As sleep weighed down the eyelids of Walter, strange fancies pressed thick and fast, though obscurely, on his mind; and though once or twice the same faint hollow sound made him start and take another survey of the apartment by the dim light of the sconce and dying embers of the fire, his head bowed down on the table, and at last he slumbered soundly.
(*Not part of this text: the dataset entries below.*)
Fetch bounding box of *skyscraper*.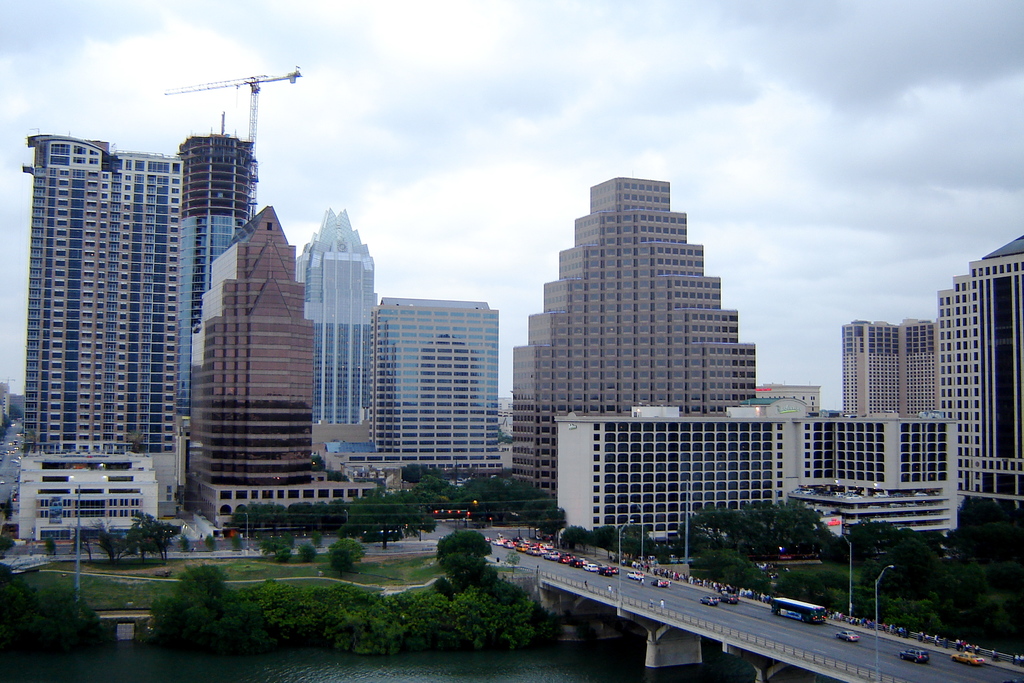
Bbox: x1=372 y1=289 x2=507 y2=472.
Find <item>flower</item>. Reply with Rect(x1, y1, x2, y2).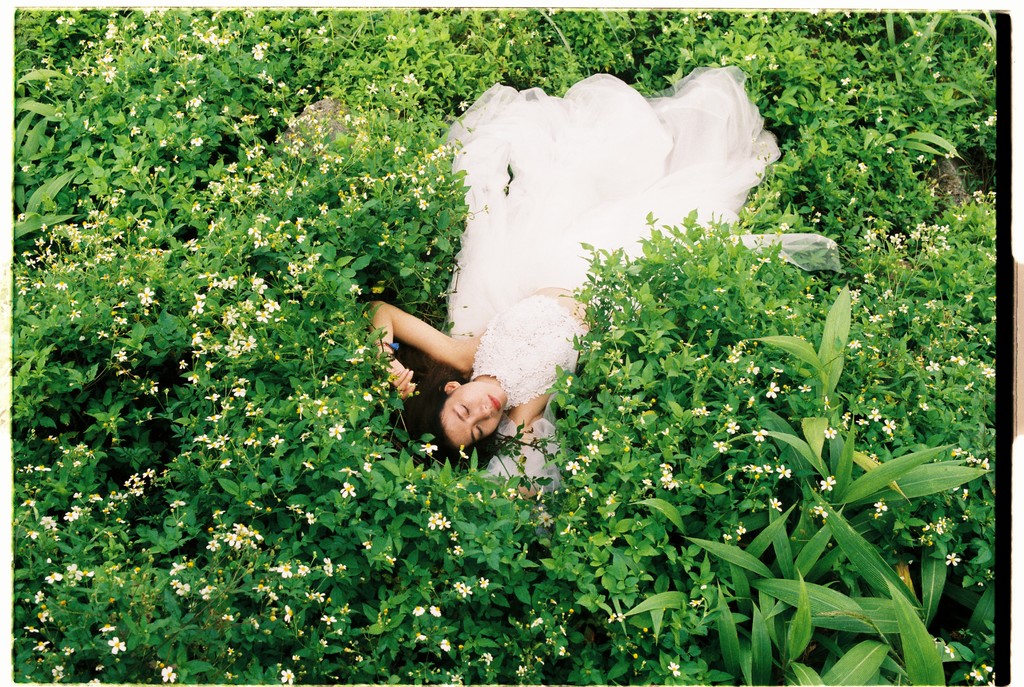
Rect(611, 618, 617, 627).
Scarcely had he sunk into this state when there was a sharp click heard; a jarring sound succeeded, and on the opposite side of the room, about three feet from the ground, a pannel in the wainscotting was opened slowly and cautiously, and the bright glare of a large oil cruise streamed into the darkened apartment. Beyond the aperture, receded a gloomy alcove or secret passage, into the obscurity of which the steps of a narrow stair ascended, and therein appeared the figure of a man, who gazed cautiously upon the unconscious sleeper. He was about thirty years of age, strongly formed, and possessing a handsome but very weatherbeaten countenance. He wore a plain buff coat and steel gorget; his waist was encircled by a broad belt, which sustained a pair of long iron pistols of the Scottish fashion, and a sharp narrow-bladed rapier glittered in his hand.

Young Fenton still slept soundly.

The stranger regarded him with a stern and louring visage, on which the lurid light of the upraised cruise fell strongly. It betokened some fell and deadly intention, and as the hostile ferocity of its aspect increased as slowly, softly, and ominously he descended into the apartment.